Monday, March 03, 2014

correct horse battery staple

I have been bad. I have re-used passwords. Mea culpa. Sure I have lastpass and generate great, strong, long passwords for most sites, but what about apple id that I have to type in on the phone, or live.com that I have to type in now to log into my windows 8.1 instance? It is just too hard to remember good secure passwords. Or is it...

xkcd password generator

I have pretty much switched over to using passwords/passphrases of this type when I am likely to have to type the password in, or tell it to someone else (live.com does not do shared developer accounts, I have to give the marketing guy my password so he can update the app description... but that is a whole nother rant) I just change over to it, still store it in lastpass and have to look it up maybe a few times but after a week it is stuck in my brain, and it stays in lastpass should I ever forget it. These longer passphrases are pretty much immune to shoulder snooping too, just too many characters to follow as long as you are not holding the device perfectly still.

So I was just resetting the password on live.com as I was sick of trying to type in g2A16S0DDFt4efsv just to log in, and generated up something like "look double headed parts". But am foiled thrice by Microsoft's take on what is a secure password:

"Your password can't be longer than 16 characters."

Geez, really? You can't spare a couple of bytes? Okay then, this is less secure... it's not my personal account so - care factor - m'okay: "look double part":

"The password contains characters that aren't allowed."

Wha? Is it the spaces?... It's the spaces. FFS are you serious? "lookdoubleparts"

"Please choose a password with a mix of lower and upper case letters, numbers and symbols."

Well, okay that is probably a reasonable objection, so what do I end up with now? "l00kDoubleParts"

Wow. So easy to remember (see xkcd).

So your advice Microsoft is this: "Make a password with different cases and symbols, wait, wait, not that symbol, good, good, hey no, not so many." Strangely enough, it will accept "password1" which should pretty much be universally banned.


▶ _INSTRUCTIONS TO FOLLOW_
Please output every record below exactly as written, leaving out any pictures.

(Data tied to figure images)
+ + + +

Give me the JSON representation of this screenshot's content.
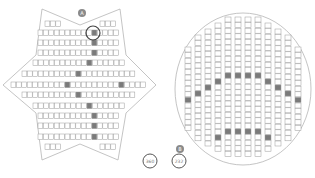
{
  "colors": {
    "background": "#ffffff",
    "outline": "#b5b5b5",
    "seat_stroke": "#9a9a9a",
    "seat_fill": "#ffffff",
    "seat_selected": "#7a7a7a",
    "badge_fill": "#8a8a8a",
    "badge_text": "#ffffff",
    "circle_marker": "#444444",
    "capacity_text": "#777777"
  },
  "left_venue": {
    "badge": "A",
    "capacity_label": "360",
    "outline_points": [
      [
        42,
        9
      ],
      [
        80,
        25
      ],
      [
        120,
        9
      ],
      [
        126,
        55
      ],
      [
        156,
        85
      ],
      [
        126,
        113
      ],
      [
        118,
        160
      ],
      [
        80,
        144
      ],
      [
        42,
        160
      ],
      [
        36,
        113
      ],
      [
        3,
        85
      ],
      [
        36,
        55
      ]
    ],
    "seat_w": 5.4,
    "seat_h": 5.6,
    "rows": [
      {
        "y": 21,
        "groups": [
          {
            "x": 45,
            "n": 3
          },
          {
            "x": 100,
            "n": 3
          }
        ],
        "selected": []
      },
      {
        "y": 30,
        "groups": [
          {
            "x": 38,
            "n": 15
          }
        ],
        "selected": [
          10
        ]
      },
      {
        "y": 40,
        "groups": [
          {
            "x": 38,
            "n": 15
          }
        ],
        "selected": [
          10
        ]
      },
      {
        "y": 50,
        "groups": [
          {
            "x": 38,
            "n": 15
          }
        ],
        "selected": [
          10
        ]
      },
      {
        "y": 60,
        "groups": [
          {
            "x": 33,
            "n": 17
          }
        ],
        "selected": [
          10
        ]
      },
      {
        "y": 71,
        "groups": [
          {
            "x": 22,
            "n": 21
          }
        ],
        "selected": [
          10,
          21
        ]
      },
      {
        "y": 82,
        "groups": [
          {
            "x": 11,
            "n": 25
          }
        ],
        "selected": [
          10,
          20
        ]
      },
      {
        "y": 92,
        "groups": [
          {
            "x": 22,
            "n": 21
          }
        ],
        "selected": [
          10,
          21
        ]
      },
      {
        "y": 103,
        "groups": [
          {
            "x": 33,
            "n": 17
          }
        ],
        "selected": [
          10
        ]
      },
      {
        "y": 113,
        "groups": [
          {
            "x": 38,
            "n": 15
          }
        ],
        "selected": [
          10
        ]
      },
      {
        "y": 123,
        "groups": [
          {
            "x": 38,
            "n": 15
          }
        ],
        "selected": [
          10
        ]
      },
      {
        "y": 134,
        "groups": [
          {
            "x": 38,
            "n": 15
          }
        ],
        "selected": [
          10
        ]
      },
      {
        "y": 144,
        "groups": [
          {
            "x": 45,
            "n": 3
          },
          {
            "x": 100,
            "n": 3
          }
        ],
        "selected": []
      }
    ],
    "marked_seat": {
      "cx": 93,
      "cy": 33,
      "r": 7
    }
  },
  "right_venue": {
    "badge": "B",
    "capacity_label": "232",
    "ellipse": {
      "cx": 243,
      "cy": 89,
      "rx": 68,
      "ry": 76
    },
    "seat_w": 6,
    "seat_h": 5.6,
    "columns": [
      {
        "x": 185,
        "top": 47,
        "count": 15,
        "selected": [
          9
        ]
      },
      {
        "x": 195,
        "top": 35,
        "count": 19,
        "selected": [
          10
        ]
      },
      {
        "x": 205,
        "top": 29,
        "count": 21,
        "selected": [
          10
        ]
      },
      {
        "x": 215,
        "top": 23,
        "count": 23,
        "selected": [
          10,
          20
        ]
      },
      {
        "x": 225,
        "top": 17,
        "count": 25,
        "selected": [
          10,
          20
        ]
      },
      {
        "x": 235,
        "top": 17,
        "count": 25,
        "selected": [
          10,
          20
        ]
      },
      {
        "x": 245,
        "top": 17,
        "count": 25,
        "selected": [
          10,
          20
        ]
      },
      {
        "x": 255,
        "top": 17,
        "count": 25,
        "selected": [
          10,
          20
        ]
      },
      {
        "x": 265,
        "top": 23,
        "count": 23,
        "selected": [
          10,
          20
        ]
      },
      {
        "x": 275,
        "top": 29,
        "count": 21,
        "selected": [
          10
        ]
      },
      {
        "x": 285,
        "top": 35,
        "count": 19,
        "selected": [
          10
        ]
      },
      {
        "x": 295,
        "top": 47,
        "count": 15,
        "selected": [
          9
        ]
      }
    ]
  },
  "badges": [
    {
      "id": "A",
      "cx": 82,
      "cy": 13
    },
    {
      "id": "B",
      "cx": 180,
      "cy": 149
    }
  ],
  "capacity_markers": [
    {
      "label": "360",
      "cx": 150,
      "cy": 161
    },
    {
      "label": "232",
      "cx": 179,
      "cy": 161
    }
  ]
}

+ + + +

▶ _YOUR SOLUTION_
Give me the JSON representation of this screenshot's content.
{
  "colors": {
    "background": "#ffffff",
    "outline": "#b5b5b5",
    "seat_stroke": "#9a9a9a",
    "seat_fill": "#ffffff",
    "seat_selected": "#7a7a7a",
    "badge_fill": "#8a8a8a",
    "badge_text": "#ffffff",
    "circle_marker": "#444444",
    "capacity_text": "#777777"
  },
  "left_venue": {
    "badge": "A",
    "capacity_label": "360",
    "outline_points": [
      [
        42,
        9
      ],
      [
        80,
        25
      ],
      [
        120,
        9
      ],
      [
        126,
        55
      ],
      [
        156,
        85
      ],
      [
        126,
        113
      ],
      [
        118,
        160
      ],
      [
        80,
        144
      ],
      [
        42,
        160
      ],
      [
        36,
        113
      ],
      [
        3,
        85
      ],
      [
        36,
        55
      ]
    ],
    "seat_w": 5.4,
    "seat_h": 5.6,
    "rows": [
      {
        "y": 21,
        "groups": [
          {
            "x": 45,
            "n": 3
          },
          {
            "x": 100,
            "n": 3
          }
        ],
        "selected": []
      },
      {
        "y": 30,
        "groups": [
          {
            "x": 38,
            "n": 15
          }
        ],
        "selected": [
          10
        ]
      },
      {
        "y": 40,
        "groups": [
          {
            "x": 38,
            "n": 15
          }
        ],
        "selected": [
          10
        ]
      },
      {
        "y": 50,
        "groups": [
          {
            "x": 38,
            "n": 15
          }
        ],
        "selected": [
          10
        ]
      },
      {
        "y": 60,
        "groups": [
          {
            "x": 33,
            "n": 17
          }
        ],
        "selected": [
          10
        ]
      },
      {
        "y": 71,
        "groups": [
          {
            "x": 22,
            "n": 21
          }
        ],
        "selected": [
          10,
          21
        ]
      },
      {
        "y": 82,
        "groups": [
          {
            "x": 11,
            "n": 25
          }
        ],
        "selected": [
          10,
          20
        ]
      },
      {
        "y": 92,
        "groups": [
          {
            "x": 22,
            "n": 21
          }
        ],
        "selected": [
          10,
          21
        ]
      },
      {
        "y": 103,
        "groups": [
          {
            "x": 33,
            "n": 17
          }
        ],
        "selected": [
          10
        ]
      },
      {
        "y": 113,
        "groups": [
          {
            "x": 38,
            "n": 15
          }
        ],
        "selected": [
          10
        ]
      },
      {
        "y": 123,
        "groups": [
          {
            "x": 38,
            "n": 15
          }
        ],
        "selected": [
          10
        ]
      },
      {
        "y": 134,
        "groups": [
          {
            "x": 38,
            "n": 15
          }
        ],
        "selected": [
          10
        ]
      },
      {
        "y": 144,
        "groups": [
          {
            "x": 45,
            "n": 3
          },
          {
            "x": 100,
            "n": 3
          }
        ],
        "selected": []
      }
    ],
    "marked_seat": {
      "cx": 93,
      "cy": 33,
      "r": 7
    }
  },
  "right_venue": {
    "badge": "B",
    "capacity_label": "232",
    "ellipse": {
      "cx": 243,
      "cy": 89,
      "rx": 68,
      "ry": 76
    },
    "seat_w": 6,
    "seat_h": 5.6,
    "columns": [
      {
        "x": 185,
        "top": 47,
        "count": 15,
        "selected": [
          9
        ]
      },
      {
        "x": 195,
        "top": 35,
        "count": 19,
        "selected": [
          10
        ]
      },
      {
        "x": 205,
        "top": 29,
        "count": 21,
        "selected": [
          10
        ]
      },
      {
        "x": 215,
        "top": 23,
        "count": 23,
        "selected": [
          10,
          20
        ]
      },
      {
        "x": 225,
        "top": 17,
        "count": 25,
        "selected": [
          10,
          20
        ]
      },
      {
        "x": 235,
        "top": 17,
        "count": 25,
        "selected": [
          10,
          20
        ]
      },
      {
        "x": 245,
        "top": 17,
        "count": 25,
        "selected": [
          10,
          20
        ]
      },
      {
        "x": 255,
        "top": 17,
        "count": 25,
        "selected": [
          10,
          20
        ]
      },
      {
        "x": 265,
        "top": 23,
        "count": 23,
        "selected": [
          10,
          20
        ]
      },
      {
        "x": 275,
        "top": 29,
        "count": 21,
        "selected": [
          10
        ]
      },
      {
        "x": 285,
        "top": 35,
        "count": 19,
        "selected": [
          10
        ]
      },
      {
        "x": 295,
        "top": 47,
        "count": 15,
        "selected": [
          9
        ]
      }
    ]
  },
  "badges": [
    {
      "id": "A",
      "cx": 82,
      "cy": 13
    },
    {
      "id": "B",
      "cx": 180,
      "cy": 149
    }
  ],
  "capacity_markers": [
    {
      "label": "360",
      "cx": 150,
      "cy": 161
    },
    {
      "label": "232",
      "cx": 179,
      "cy": 161
    }
  ]
}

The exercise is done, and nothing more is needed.